When set to true, full communication between client and the webserver will be logged (with a log level of DEBUG).

n/a

{} indicates the parameter supports placeholder substitution.

This monitor implements the Common Configuration Parameters.

Examples

<!-- Test HTTP service on port 80 only -->
<service name="HTTP" interval="300000" user-defined="false" status="on">
  <parameter key="retry" value="2"/> (1)
  <parameter key="timeout" value="3000"/> (2)
  <parameter key="port" value="80"/> (3)
  <parameter key="url" value="/"/> (4)
</service>

<!-- Test for virtual host opennms.com -->
<service name="OpenNMSdotCom" interval="300000" user-defined="false" status="on">
  <parameter key="retry" value="1"/> (1)
  <parameter key="timeout" value="3000"/> (2)
  <parameter key="port" value="80"/> (3)
  <parameter key="host-name" value="opennms.com"/> (5)
  <parameter key="url" value="/solutions"/> (4)
  <parameter key="response" value="200-202,299"/> (6)
  <parameter key="response-text" value="~.*[Cc]onsulting.*"/> (7)
</service>

<!-- Test for instance of OpenNMS running -->
<service name="OpenNMS-129" interval="300000" user-defined="false" status="on">
  <parameter key="retry" value="1"/> (1)
  <parameter key="timeout" value="3000"/> (2)
  <parameter key="port" value="8080"/> (3)
  <parameter key="url" value="/opennms/event/list"/> (4)
  <parameter key="basic-authentication" value="admin:admin"/> (8)
  <parameter key="response" value="200"/> (9)
</service>

<!-- Test for instance of OpenNMS with parameter substitution in basic-authentication parameter -->
<service name="OpenNMS-22" interval="300000" user-defined="false" status="on">
  <parameter key="retry" value="1"/> (1)
  <parameter key="timeout" value="3000"/> (2)
  <parameter key="port" value="8080"/> (3)
  <parameter key="url" value="/opennms/event/list"/> (4)
  <parameter key="basic-authentication" value="{username}:{password}"/> (8)
  <parameter key="response" value="200"/> (9)
</service>
<monitor service="HTTP" class-name="org.opennms.netmgt.poller.monitors.HttpMonitor" /> (10)
<monitor service="OpenNMSdotCom" class-name="org.opennms.netmgt.poller.monitors.HttpMonitor" /> (10)
<monitor service="OpenNMS-129" class-name="org.opennms.netmgt.poller.monitors.HttpMonitor" /> (10)
<monitor service="OpenNMS-22" class-name="org.opennms.netmgt.poller.monitors.HttpMonitor" /> (10)
1 Number of attempts to test a service’s status.
2 Timeout for the isReachable method, in milliseconds.
3 A list of TCP ports to try to connect to.
4 URL to retrieve via the HTTP GET command.
5 Specifies the user ID to use.
6 Specifies the password to use.
7 Text to look for in the response body.
8 Authentication credentials to perform basic authentication.
9 A comma-separated list of acceptable HTTP response code ranges.
10 Required monitor section for each service.

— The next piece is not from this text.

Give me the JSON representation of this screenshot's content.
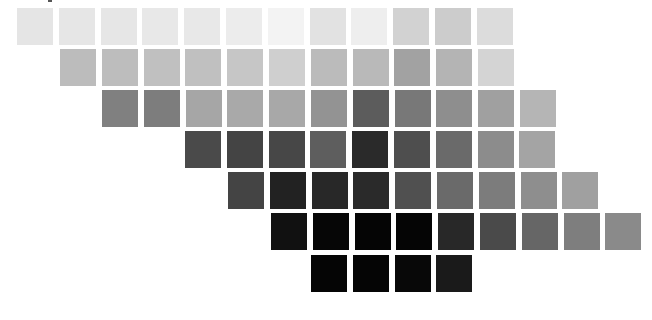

Test filtering proxies with HttpMonitor

If a filtering proxy server is set up to allow retrieval of some URLs but deny others, the HttpMonitor can verify this behavior.

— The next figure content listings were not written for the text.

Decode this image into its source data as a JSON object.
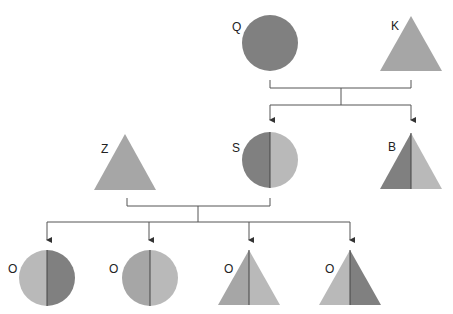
{
  "diagram": {
    "title": "",
    "colors": {
      "dark": "#808080",
      "mid": "#a6a6a6",
      "light": "#b9b9b9",
      "line": "#555555",
      "divider": "#444444"
    },
    "individuals": [
      {
        "id": "Q",
        "label": "Q",
        "shape": "circle",
        "cx": 270,
        "cy": 43,
        "r": 28,
        "fill": "dark",
        "generation": 1,
        "role": "parent"
      },
      {
        "id": "K",
        "label": "K",
        "shape": "triangle",
        "cx": 411,
        "top": 16,
        "bottom": 71,
        "half": 31,
        "fill": "mid",
        "generation": 1,
        "role": "parent"
      },
      {
        "id": "Z",
        "label": "Z",
        "shape": "triangle",
        "cx": 125,
        "top": 134,
        "bottom": 190,
        "half": 31,
        "fill": "mid",
        "generation": 2,
        "role": "parent"
      },
      {
        "id": "S",
        "label": "S",
        "shape": "circle",
        "cx": 270,
        "cy": 160,
        "r": 28,
        "left": "dark",
        "right": "light",
        "generation": 2,
        "role": "child-of-Q-K"
      },
      {
        "id": "B",
        "label": "B",
        "shape": "triangle",
        "cx": 411,
        "top": 133,
        "bottom": 189,
        "half": 31,
        "left": "dark",
        "right": "light",
        "generation": 2,
        "role": "child-of-Q-K"
      },
      {
        "id": "O1",
        "label": "O",
        "shape": "circle",
        "cx": 47,
        "cy": 278,
        "r": 28,
        "left": "light",
        "right": "dark",
        "generation": 3,
        "role": "child-of-Z-S"
      },
      {
        "id": "O2",
        "label": "O",
        "shape": "circle",
        "cx": 150,
        "cy": 278,
        "r": 28,
        "left": "mid",
        "right": "light",
        "generation": 3,
        "role": "child-of-Z-S"
      },
      {
        "id": "O3",
        "label": "O",
        "shape": "triangle",
        "cx": 249,
        "top": 250,
        "bottom": 305,
        "half": 31,
        "left": "mid",
        "right": "light",
        "generation": 3,
        "role": "child-of-Z-S"
      },
      {
        "id": "O4",
        "label": "O",
        "shape": "triangle",
        "cx": 350,
        "top": 250,
        "bottom": 305,
        "half": 31,
        "left": "light",
        "right": "dark",
        "generation": 3,
        "role": "child-of-Z-S"
      }
    ],
    "labels": [
      {
        "for": "Q",
        "text": "Q",
        "x": 232,
        "y": 31
      },
      {
        "for": "K",
        "text": "K",
        "x": 391,
        "y": 30
      },
      {
        "for": "Z",
        "text": "Z",
        "x": 101,
        "y": 153
      },
      {
        "for": "S",
        "text": "S",
        "x": 232,
        "y": 152
      },
      {
        "for": "B",
        "text": "B",
        "x": 388,
        "y": 151
      },
      {
        "for": "O1",
        "text": "O",
        "x": 8,
        "y": 273
      },
      {
        "for": "O2",
        "text": "O",
        "x": 109,
        "y": 273
      },
      {
        "for": "O3",
        "text": "O",
        "x": 224,
        "y": 273
      },
      {
        "for": "O4",
        "text": "O",
        "x": 325,
        "y": 273
      }
    ],
    "families": [
      {
        "parents": [
          "Q",
          "K"
        ],
        "parentX": [
          270,
          411
        ],
        "top": 80,
        "bar": 88,
        "midX": 341,
        "childBar": 105,
        "childX": [
          270,
          411
        ],
        "arrowEnd": 120,
        "children": [
          "S",
          "B"
        ]
      },
      {
        "parents": [
          "Z",
          "S"
        ],
        "parentX": [
          127,
          270
        ],
        "top": 198,
        "bar": 206,
        "midX": 198,
        "childBar": 222,
        "childX": [
          47,
          149,
          249,
          350
        ],
        "arrowEnd": 240,
        "children": [
          "O1",
          "O2",
          "O3",
          "O4"
        ]
      }
    ]
  }
}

As an example, a proxy server runs on TCP port 3128 and serves http://www.opennms.org/ but never http://www.tiktok.com/. To test this behavior, configure the HttpMonitor as follows:

<service name="HTTP-Allow-opennms.org" interval="300000" user-defined="false" status="on">
  <parameter key="retry" value="1"/> (1)
  <parameter key="timeout" value="3000"/> (2)
  <parameter key="port" value="3128"/> (3)
  <parameter key="url" value="http://www.opennms.org/"/> (4)
  <parameter key="response" value="200-399"/> (5)
</service>

<service name="HTTP-Block-tiktok.com" interval="300000" user-defined="false" status="on">
  <parameter key="retry" value="1"/> (1)
  <parameter key="timeout" value="3000"/> (2)
  <parameter key="port" value="3128"/> (3)
  <parameter key="url" value="http://www.tiktok.com/"/> (4)
  <parameter key="response" value="400-599"/> (5)
</service>

<monitor service="HTTP-Allow-opennms.org" class-name="org.opennms.netmgt.poller.monitors.HttpMonitor"/> (6)
<monitor service="HTTP-Block-tiktok.com" class-name="org.opennms.netmgt.poller.monitors.HttpMonitor"/> (6)
1 Number of attempts to test a service’s status.
2 Timeout for the isReachable method, in milliseconds.
3 A list of TCP ports to try to connect to.
4 URL to retrieve via the HTTP GET command.
5 A comma-separated list of acceptable HTTP response code ranges.
6 Required monitor section for each service.